[ih] IPv8...

Karl Auerbach karl at iwl.com
Tue Apr 21 14:47:12 PDT 2026


On 4/21/26 1:04 PM, Jack Haverty via Internet-history wrote:
>
> 1) IP-level multicast (perhaps no longer in use or supported by the IP 
> infrastructure?  But if so, was it deemed too difficult, or just a 
> case of lost interest?) 

When we formed Precept Software in 1995 we (Steve Casner, Dino F. 
[Cisco], Judy Estrin, Chia-Chee Kuan, myself, and several others) worked 
mightily to get classic IP multicast to work for the carriage of audio 
and video streams.

It kinda worked OK in small environments under a single administration.  
DVMRP (flood-and-prune) routing worked OK until we powered up a little 
Cisco 2514 in a new corner of our company net.  It quite nicely became a 
destination for the entire MBONE, but because we hand not configured its 
unicast numbers yet the poor little box had no way to say "prune" - so 
our mere T-1 feed from the net became saturated and we effectively went 
offline.

PIM sparse mode worked better.  Then we were acquired by Cisco.
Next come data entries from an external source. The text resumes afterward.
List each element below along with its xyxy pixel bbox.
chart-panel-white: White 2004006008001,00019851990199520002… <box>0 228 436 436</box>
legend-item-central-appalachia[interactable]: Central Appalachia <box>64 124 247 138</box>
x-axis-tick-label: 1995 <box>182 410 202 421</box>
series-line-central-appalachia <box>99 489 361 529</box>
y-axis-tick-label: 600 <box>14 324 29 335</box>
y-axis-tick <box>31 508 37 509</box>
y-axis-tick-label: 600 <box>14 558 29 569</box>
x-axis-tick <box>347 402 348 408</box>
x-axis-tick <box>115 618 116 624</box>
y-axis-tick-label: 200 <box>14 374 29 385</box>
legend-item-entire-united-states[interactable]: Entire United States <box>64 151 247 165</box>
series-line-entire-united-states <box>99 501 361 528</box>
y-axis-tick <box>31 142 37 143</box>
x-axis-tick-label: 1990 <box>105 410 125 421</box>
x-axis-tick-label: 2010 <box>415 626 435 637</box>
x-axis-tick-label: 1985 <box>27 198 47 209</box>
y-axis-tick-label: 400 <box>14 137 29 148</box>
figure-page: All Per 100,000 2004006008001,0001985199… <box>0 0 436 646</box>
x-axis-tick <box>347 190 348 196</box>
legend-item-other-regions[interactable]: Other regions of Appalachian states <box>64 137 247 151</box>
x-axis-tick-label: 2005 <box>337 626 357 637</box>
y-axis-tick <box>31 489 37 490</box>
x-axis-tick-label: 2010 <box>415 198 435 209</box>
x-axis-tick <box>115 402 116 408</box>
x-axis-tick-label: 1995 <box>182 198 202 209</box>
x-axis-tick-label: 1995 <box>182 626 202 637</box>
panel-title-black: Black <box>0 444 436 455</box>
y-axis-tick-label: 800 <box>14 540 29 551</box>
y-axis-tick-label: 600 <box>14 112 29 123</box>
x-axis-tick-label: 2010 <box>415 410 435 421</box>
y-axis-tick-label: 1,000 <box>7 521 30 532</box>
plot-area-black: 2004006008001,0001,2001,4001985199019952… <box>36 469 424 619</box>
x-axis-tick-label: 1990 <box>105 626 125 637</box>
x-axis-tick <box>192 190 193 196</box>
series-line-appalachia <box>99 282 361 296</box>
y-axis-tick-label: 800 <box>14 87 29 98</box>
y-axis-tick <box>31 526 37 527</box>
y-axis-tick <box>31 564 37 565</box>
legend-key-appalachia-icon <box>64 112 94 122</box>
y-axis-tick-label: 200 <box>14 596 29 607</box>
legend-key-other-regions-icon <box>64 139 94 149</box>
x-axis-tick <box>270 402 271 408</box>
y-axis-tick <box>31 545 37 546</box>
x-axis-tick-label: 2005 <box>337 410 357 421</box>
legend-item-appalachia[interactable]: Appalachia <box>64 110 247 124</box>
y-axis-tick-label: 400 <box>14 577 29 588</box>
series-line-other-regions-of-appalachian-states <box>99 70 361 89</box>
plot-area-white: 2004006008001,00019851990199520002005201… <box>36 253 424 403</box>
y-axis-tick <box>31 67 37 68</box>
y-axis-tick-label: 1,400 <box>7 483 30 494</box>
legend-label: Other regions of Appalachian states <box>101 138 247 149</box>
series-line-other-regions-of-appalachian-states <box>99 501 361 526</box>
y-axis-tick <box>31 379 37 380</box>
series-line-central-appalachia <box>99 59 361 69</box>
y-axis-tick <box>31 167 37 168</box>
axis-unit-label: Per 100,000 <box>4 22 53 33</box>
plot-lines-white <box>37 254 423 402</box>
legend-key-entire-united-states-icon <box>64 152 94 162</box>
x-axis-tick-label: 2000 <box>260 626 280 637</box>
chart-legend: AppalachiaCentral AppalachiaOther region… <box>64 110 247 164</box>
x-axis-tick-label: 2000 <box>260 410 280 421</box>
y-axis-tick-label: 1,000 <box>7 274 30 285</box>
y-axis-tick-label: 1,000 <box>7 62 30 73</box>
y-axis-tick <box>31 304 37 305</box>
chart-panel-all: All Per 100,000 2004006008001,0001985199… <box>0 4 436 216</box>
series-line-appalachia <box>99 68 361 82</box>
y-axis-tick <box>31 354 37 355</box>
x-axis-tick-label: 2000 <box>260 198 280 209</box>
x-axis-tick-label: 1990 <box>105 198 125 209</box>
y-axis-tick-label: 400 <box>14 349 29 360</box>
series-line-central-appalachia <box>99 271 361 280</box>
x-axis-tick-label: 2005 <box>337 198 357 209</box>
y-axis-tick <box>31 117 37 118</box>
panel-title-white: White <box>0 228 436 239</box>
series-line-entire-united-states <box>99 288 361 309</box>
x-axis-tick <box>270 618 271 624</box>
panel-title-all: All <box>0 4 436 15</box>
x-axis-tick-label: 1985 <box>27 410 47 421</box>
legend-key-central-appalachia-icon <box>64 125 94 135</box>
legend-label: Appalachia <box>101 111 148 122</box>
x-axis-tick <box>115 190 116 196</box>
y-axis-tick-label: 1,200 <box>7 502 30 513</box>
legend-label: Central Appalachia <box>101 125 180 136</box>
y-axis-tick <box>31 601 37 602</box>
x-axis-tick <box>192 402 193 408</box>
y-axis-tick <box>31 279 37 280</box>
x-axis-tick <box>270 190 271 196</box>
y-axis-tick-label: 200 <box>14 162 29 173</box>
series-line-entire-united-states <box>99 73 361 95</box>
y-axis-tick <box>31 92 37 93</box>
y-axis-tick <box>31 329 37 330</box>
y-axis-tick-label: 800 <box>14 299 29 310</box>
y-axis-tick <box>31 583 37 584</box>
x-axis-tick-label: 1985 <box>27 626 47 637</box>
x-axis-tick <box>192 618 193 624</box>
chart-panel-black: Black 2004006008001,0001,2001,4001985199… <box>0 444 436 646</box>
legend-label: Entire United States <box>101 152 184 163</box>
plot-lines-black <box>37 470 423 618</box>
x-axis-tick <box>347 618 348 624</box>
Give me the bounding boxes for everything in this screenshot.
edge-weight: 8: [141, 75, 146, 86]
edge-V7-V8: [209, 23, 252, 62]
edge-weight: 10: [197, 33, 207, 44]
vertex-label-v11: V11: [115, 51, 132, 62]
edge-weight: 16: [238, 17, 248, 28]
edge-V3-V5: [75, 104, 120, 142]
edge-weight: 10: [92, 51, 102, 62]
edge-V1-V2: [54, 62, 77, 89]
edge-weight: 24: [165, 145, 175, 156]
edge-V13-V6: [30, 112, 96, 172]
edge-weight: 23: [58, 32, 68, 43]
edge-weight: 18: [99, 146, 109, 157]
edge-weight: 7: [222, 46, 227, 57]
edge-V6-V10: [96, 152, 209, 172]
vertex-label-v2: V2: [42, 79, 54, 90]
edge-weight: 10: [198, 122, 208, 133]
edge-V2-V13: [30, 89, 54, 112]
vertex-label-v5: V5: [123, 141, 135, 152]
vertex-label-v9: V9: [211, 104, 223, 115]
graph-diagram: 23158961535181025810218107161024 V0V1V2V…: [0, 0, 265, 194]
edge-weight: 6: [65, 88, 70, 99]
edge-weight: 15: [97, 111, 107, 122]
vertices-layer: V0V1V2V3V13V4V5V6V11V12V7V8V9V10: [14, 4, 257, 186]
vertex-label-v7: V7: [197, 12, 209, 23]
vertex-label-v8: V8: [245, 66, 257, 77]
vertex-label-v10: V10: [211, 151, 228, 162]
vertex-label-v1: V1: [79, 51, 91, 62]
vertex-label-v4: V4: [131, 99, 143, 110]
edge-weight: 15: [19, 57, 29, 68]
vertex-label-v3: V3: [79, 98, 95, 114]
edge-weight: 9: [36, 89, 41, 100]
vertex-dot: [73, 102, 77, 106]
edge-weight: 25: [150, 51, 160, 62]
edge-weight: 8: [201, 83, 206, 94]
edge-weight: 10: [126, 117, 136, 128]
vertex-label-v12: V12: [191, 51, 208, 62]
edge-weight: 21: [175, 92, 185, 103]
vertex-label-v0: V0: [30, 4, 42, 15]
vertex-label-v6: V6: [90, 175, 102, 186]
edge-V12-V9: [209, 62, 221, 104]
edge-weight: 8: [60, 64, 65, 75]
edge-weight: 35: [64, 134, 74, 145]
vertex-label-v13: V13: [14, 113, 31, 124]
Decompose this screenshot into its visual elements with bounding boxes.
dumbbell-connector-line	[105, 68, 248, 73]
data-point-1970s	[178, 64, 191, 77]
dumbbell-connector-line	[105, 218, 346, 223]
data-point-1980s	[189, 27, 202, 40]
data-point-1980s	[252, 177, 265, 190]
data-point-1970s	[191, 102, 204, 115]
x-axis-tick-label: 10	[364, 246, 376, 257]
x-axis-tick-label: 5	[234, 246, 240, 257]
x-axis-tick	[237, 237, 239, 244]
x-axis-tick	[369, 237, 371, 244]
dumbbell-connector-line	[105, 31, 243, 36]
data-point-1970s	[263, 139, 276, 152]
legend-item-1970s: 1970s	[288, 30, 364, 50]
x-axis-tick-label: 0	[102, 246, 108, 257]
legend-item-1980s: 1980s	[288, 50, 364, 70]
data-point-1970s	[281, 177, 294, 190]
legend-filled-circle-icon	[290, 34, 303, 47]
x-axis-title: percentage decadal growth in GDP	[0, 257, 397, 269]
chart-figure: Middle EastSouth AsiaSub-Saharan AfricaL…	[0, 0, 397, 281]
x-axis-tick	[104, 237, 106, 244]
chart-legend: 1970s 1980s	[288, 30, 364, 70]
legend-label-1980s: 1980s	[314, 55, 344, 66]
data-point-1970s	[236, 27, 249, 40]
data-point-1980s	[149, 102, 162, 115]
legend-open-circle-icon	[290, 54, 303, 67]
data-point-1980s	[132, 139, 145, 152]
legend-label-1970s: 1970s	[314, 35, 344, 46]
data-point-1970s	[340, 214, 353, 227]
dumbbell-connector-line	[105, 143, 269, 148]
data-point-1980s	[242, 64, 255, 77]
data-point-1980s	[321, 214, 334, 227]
They 
used IP multicast for some of their phone stuff, and they had configured 
PIM sparse mode so that all IP multicast transited to the far distant 
end of the Cisco net and then came back - an extremely poor routing 
solution that surprised Cisco's internet infrastructure folks who were 
expecting light loads of IP multicast for the phones and whose 
inter-building links were clobbered with our group's continuous and 
simultaneous playout of several movies (mostly Blade Runner and Lion 
King because we had Laser Discs for those.)  Also, because the IP phones 
had limited hardware filtering of Ethernet frames containing IP 
multicast, we ended up overloading and crashing virtually every IP phone 
at Cisco.

Along the way we ran through the various generations of IGMP.  We 
received many a curse from Cisco's infrastructure group because IGMP did 
not shut-off streams immediately after a member left the multicast 
group.  Rather there was often a lingering flow, especially if the IGMP 
Leave message were lost or IGMP was mis-implemented by a client (which 
was rather frequent - we got Microsoft to retract a Windows update 
because they had really messed up their IGMP code.)

Fred Baker and I worked on RSVP (I did the client side, Fred did the 
router side) to help announce and manage the loads, but it turned out 
that RSVP, in its grand design, was kind of like moving from Newtonian 
astrophysics to General Relativity in a single step.

After we had become greatly deformed from banging our heads against IP 
multicast routing management - and its myriad of failure cases - Dave 
Cheriton and one of his students (all I remember is that one of his 
initials was "H") came by with what we felt was a smart and 
revolutionary idea - that perhaps IP multicast need not be all-members 
but, rather, there could be a single source multicasting to its 
members.  This made things so much easier and cleaner.  But by then the 
fate of IP multicast was already beginning to be sealed by its 
reputation as a nightmare to manage.

There is a lot of useful stuff that single source multicast could have done.

I ended up trying to work around the fact that IP multicast did not seem 
to have much of a future by recognizing that for our need - 
dissemination of entertainment grade audio/video - that we did not have 
to have closely synchronized playout by the clients.  So I moved the 
idea of "multicast" up to the application layer - my own code - where I 
could administratively form distribution trees to get content to 
audio/video servers, using some ideas taken from multicast file transfer 
proposals (such as repair of loss by doing expanding ring searches to 
fetch the missing data from other receivers nearby) and leaving the 
ultimate distribution near the edges to either traditional 
server-to-client point-to-point connections or via constrained/local IP 
multicast realms.  (I basically ended up with a service that appeared to 
users much like what became today's network based [non-red-envelop] 
Netflix at about the same time a couple of my neighbors here in Santa 
Cruz invented the red-envelope Netflix.  I accidentally doomed the 
project because, driven by my live-theatre background, I had begun to 
develop methods of doing dynamic content replacement and fourth-wall 
breaking image/voice/pacing morphing of content to different viewers and 
reacting to events in the viewer space. These are things that would be 
very valuable alternatives to today's 
advertising-interrupting-everything media world. But my work was noticed 
first not by my intended customer base but by the porn industry.)